Demetriou apparently believed it was the voices of ex-commissioner Virgilio Garcillano and ex-senator Robert Barbers she heard. She proceeded to narrate the juicy ironic twists.
Sometime in early 1999, Demetriou recalled, Barbers phoned to decry Garcillanos participation in "fraudulent activities" during the 1998 election. She had just been confirmed Comelec chief by the Congress Commission on Appointments, and Garcillano was the long-reigning director for Northern Mindanao. Barbers had run and won for senator, his son Ace and mother Regina for congressman and governor, respectively, of Surigao del Norte, and another son Robert Jr. for councilor of Manila. Regina lost, and Barbers blamed it on Garcillano. Demetriou ordered him back to the head office for a confrontation. Garcillano vehemently denied any scam. Demetriou asked if Barbers wished to press charges to pave the way for formal investigation. "Huwag na lang," she quoted him as sulking. After the senator left, Demetriou said, she grilled Garcillano anew, and the latter reiterated his alibis. "I glowered at him," the feisty ex-judge recounted, "Huwag kang loko-loko, Garcillano. Tandaan mo, kung totoo ito, ipakukulong kita."
Garcillano has denied it was him in the wiretap tape, and so has Ace for his dad. But it hasnt diminished common knowledge that dagdag-bawas (vote padding-shaving) thrives. Worse than that, politicians alternately condemn and condone it.
Senate Minority Leader Aquilino Pimentel had led the opposition to Garcillanos promotion to commissioner just before the 2004 balloting. To this day he avers personal knowledge of the mans cheating for the highest bidders, particularly as Mindanao officer in 1995, when Pimentel won by the skin of his teeth. And yet, Pimentel, a former law school dean, has not filed appropriate charges. Stranger still is the revelation of his Commission on Appointments secretary Eddie Tamondong when Pimentel was Senate President in 1999. The aide recalls being called one day to the boss office, where he saw Garcillano. Pimentel instructed him to prepare Garcillanos papers, for he would recommend to then-President Joseph Estrada his nomination as Comelec commissioner. Aware of Pimentels keen interest, Tamondong promised Garcillano speedy work for the very post that his ex-boss now opposes.
Presidential and senatorial bids are won and lost with dagdag-bawas, mostly in Mindanao. The cheating involves not only greedy Comelec men but also weak-willed police-military generals. Canvasses for entire towns are altered to give paying candidates hundreds of thousands of fake votes, deducted from the honest or the cheapskate. Contending parties do it, accounting for 10 percent of the vote. In senatorial runs, party mates may do it to each other.
The authenticity of the wiretap tape may still be in question. But it nonetheless has brought to fore once more the need to reform the voting system to prevent any more thwarting of the electorates will. Former national security adviser Jose Almonte says many things need to be fixed in the Philippines, but electoral reform must come first. More so since the 2007 balloting is just around the corner.
To avert large-scale fraud, the Comelec once and for all must automate the balloting and counting. The Supreme Court had voided the contract for such before the 2004 polls, but only because it was rigged. The Solicitor General has yet to recover the more than P1.3 billion already paid out by the Comelec. The balloting-counting machines are gathering dust in Comelec warehouses. Authorities must decide soon whether to use them, or have Congress appropriate new funds for later-model equipment.
Automation is expensive. But no cost can compare with the price of democracy, which begins and ends with the people choosing their own leaders. Alongside automation, stricter law enforcement is needed against vote buying, electioneering, coercion, and overspending. Awaiting passage by Congress too are parallel bills filed by Speaker Jose de Venecia and Sen. Edgardo Angara. One would prohibit turncoats by barring candidates from switching parties within a year before and after an election; another would give fund subsidies to qualified parties. Still lacking are laws against political dynasties, and for the breakup of large electoral districts both of which would entice newcomers to aspire for public office.
Still other reforms are being mulled, but no one seems to be moving.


Task prompt: Each line of the data that includes the string "axis" is to be copied out.

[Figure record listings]
# # # # #
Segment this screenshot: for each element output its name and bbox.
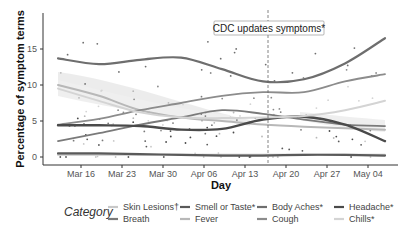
data-point xyxy=(165,141,167,143)
data-point xyxy=(118,71,120,73)
data-point xyxy=(144,140,146,142)
data-point xyxy=(78,97,80,99)
data-point xyxy=(354,47,356,49)
x-axis-title: Day xyxy=(211,179,232,191)
y-tick-label: 0 xyxy=(32,152,37,162)
data-point xyxy=(221,98,223,100)
data-point xyxy=(235,48,237,50)
data-point xyxy=(185,142,187,144)
data-point xyxy=(98,105,100,107)
data-point xyxy=(206,144,208,146)
data-point xyxy=(168,102,170,104)
data-point xyxy=(338,141,340,143)
data-point xyxy=(230,75,232,77)
data-point xyxy=(65,156,67,158)
series-line xyxy=(58,38,385,82)
annotation-label: CDC updates symptoms* xyxy=(213,23,325,34)
x-tick-label: Apr 06 xyxy=(191,169,218,179)
legend-item: Body Aches* xyxy=(257,202,324,212)
data-point xyxy=(352,138,354,140)
data-point xyxy=(59,156,61,158)
data-point xyxy=(329,130,331,132)
legend-item: Skin Lesions† xyxy=(108,202,179,212)
data-point xyxy=(115,156,117,158)
legend-label: Cough xyxy=(272,214,299,224)
y-axis-ticks: 051015 xyxy=(27,44,43,162)
data-point xyxy=(347,86,349,88)
data-point xyxy=(364,140,366,142)
data-point xyxy=(261,136,263,138)
legend-item: Headache* xyxy=(334,202,394,212)
data-point xyxy=(281,148,283,150)
data-point xyxy=(273,109,275,111)
data-point xyxy=(360,144,362,146)
data-point xyxy=(375,72,377,74)
data-point xyxy=(85,111,87,113)
data-point xyxy=(107,123,109,125)
x-tick-label: Mar 23 xyxy=(108,169,136,179)
data-point xyxy=(82,42,84,44)
data-point xyxy=(143,131,145,133)
legend-label: Chills* xyxy=(349,214,375,224)
legend-item: Smell or Taste* xyxy=(180,202,256,212)
data-point xyxy=(160,130,162,132)
x-tick-label: Mar 16 xyxy=(67,169,95,179)
data-point xyxy=(218,152,220,154)
data-point xyxy=(292,72,294,74)
x-tick-label: Apr 13 xyxy=(232,169,259,179)
data-point xyxy=(157,86,159,88)
data-point xyxy=(203,156,205,158)
legend-label: Fever xyxy=(195,214,218,224)
data-point xyxy=(300,129,302,131)
data-point xyxy=(250,103,252,105)
data-point xyxy=(220,58,222,60)
data-point xyxy=(280,111,282,113)
data-point xyxy=(270,97,272,99)
data-point xyxy=(146,146,148,148)
data-point xyxy=(347,65,349,67)
data-point xyxy=(67,54,69,56)
x-axis-ticks: Mar 16Mar 23Mar 30Apr 06Apr 13Apr 20Apr … xyxy=(67,165,383,179)
legend-item: Breath xyxy=(108,214,150,224)
data-point xyxy=(233,132,235,134)
data-point xyxy=(265,64,267,66)
data-point xyxy=(73,140,75,142)
data-point xyxy=(350,156,352,158)
symptom-line-chart: 051015 Mar 16Mar 23Mar 30Apr 06Apr 13Apr… xyxy=(0,0,415,239)
data-point xyxy=(132,117,134,119)
data-point xyxy=(302,150,304,152)
legend: Category Skin Lesions†Smell or Taste*Bod… xyxy=(64,202,394,224)
data-point xyxy=(204,133,206,135)
data-point xyxy=(335,136,337,138)
data-point xyxy=(327,99,329,101)
data-point xyxy=(96,43,98,45)
data-point xyxy=(316,137,318,139)
data-point xyxy=(210,72,212,74)
data-point xyxy=(279,108,281,110)
data-point xyxy=(201,69,203,71)
data-point xyxy=(132,90,134,92)
data-point xyxy=(346,69,348,71)
data-point xyxy=(288,149,290,151)
data-point xyxy=(206,127,208,129)
data-point xyxy=(239,115,241,117)
data-point xyxy=(253,97,255,99)
legend-item: Chills* xyxy=(334,214,375,224)
legend-label: Headache* xyxy=(349,202,394,212)
data-point xyxy=(147,120,149,122)
legend-item: Cough xyxy=(257,214,299,224)
y-tick-label: 15 xyxy=(27,44,37,54)
data-point xyxy=(205,115,207,117)
data-point xyxy=(211,124,213,126)
data-point xyxy=(219,133,221,135)
data-point xyxy=(102,140,104,142)
data-point xyxy=(83,143,85,145)
data-point xyxy=(372,97,374,99)
data-point xyxy=(236,119,238,121)
data-point xyxy=(132,121,134,123)
data-point xyxy=(207,41,209,43)
data-point xyxy=(98,144,100,146)
legend-label: Body Aches* xyxy=(272,202,324,212)
x-tick-label: Apr 20 xyxy=(273,169,300,179)
data-point xyxy=(100,90,102,92)
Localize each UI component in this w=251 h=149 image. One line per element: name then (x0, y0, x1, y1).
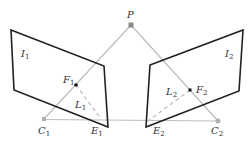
point-c2 (216, 119, 221, 124)
label-c2: C2 (211, 125, 223, 138)
point-f2 (189, 89, 192, 92)
ray-p-c1 (44, 25, 131, 119)
point-f1 (74, 83, 78, 87)
diagram-canvas: P I1 I2 F1 F2 L1 L2 C1 E1 E2 C2 (0, 0, 251, 149)
point-c1 (42, 117, 46, 121)
label-c1: C1 (38, 125, 50, 138)
image-plane-i1 (11, 30, 108, 127)
label-l1: L1 (74, 99, 86, 112)
point-p (129, 23, 134, 28)
label-f2: F2 (195, 84, 207, 97)
label-e2: E2 (152, 125, 165, 138)
epipolar-diagram: P I1 I2 F1 F2 L1 L2 C1 E1 E2 C2 (0, 0, 251, 149)
label-e1: E1 (90, 125, 103, 138)
label-f1: F1 (62, 74, 74, 87)
label-i2: I2 (224, 48, 233, 61)
ray-p-c2 (131, 25, 218, 121)
label-p: P (126, 9, 134, 20)
label-i1: I1 (20, 48, 29, 61)
label-l2: L2 (165, 86, 177, 99)
baseline-c1-c2 (44, 120, 218, 122)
# # # # #
Result:
x-axis-title: Day xyxy=(211,179,232,191)
y-axis-ticks: 051015 xyxy=(27,44,43,162)
x-axis-ticks: Mar 16Mar 23Mar 30Apr 06Apr 13Apr 20Apr … xyxy=(67,165,383,179)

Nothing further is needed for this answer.